▸ Data excerpts:
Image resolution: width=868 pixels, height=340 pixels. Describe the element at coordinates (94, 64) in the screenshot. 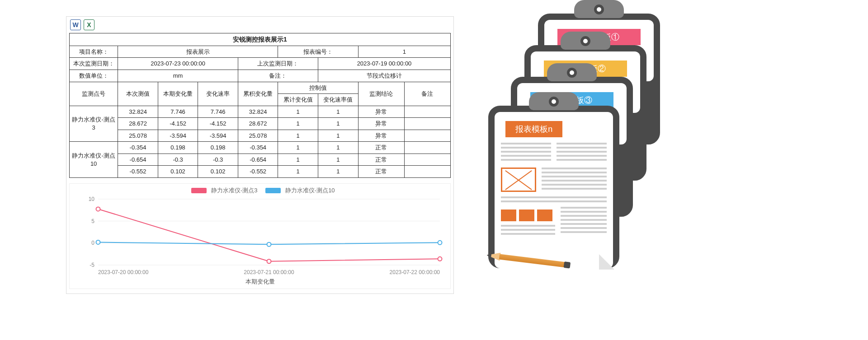

I see `lbl-this-date: 本次监测日期：` at that location.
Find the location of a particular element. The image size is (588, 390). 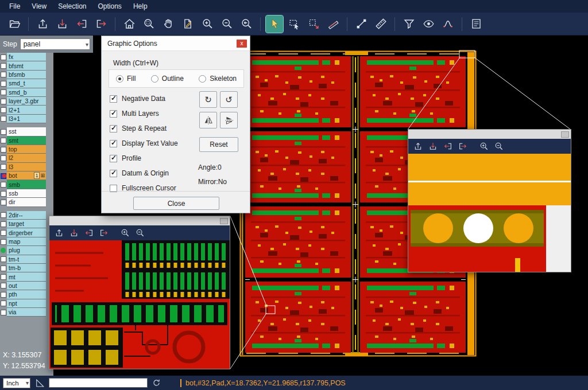

layer-row: smd_b is located at coordinates (26, 93).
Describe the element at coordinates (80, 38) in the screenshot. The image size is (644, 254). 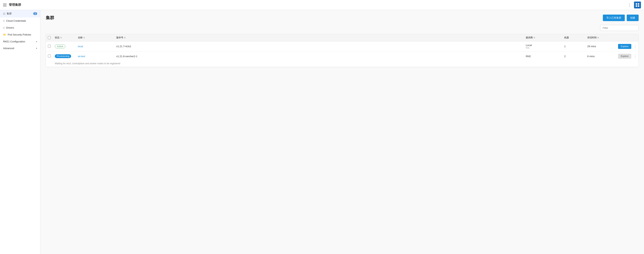
I see `name-header-label: 名称` at that location.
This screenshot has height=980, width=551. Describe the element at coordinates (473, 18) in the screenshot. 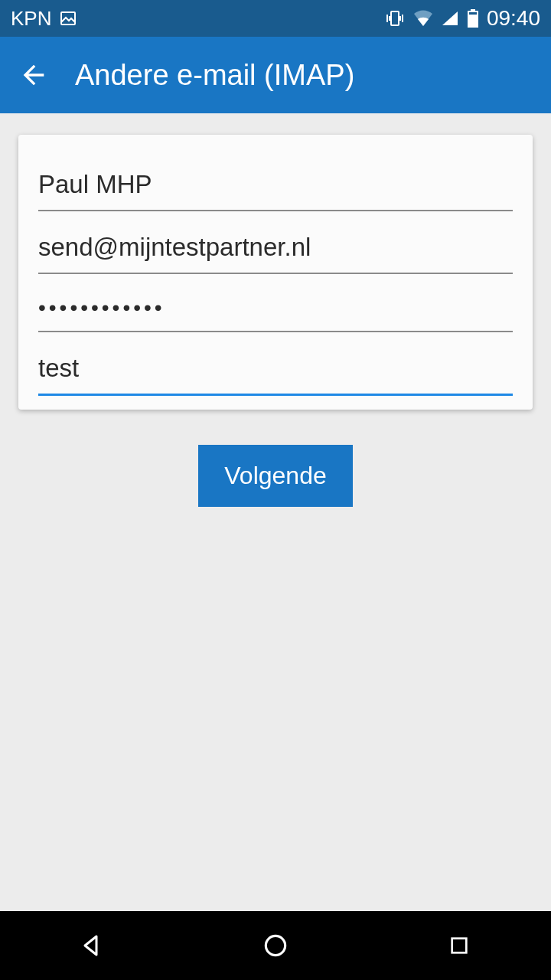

▸ Problem description: Copy the entries above verbatim. Pictures do not belong in the copy.

▸ Answer section:
Image resolution: width=868 pixels, height=340 pixels. Describe the element at coordinates (94, 64) in the screenshot. 

I see `lbl-this-date: 本次监测日期：` at that location.
Find the location of a particular element. The image size is (588, 390). 

layer-row: smd_b is located at coordinates (26, 93).
Describe the element at coordinates (80, 38) in the screenshot. The image size is (644, 254). 
I see `name-header-label: 名称` at that location.
This screenshot has height=980, width=551. Describe the element at coordinates (473, 18) in the screenshot. 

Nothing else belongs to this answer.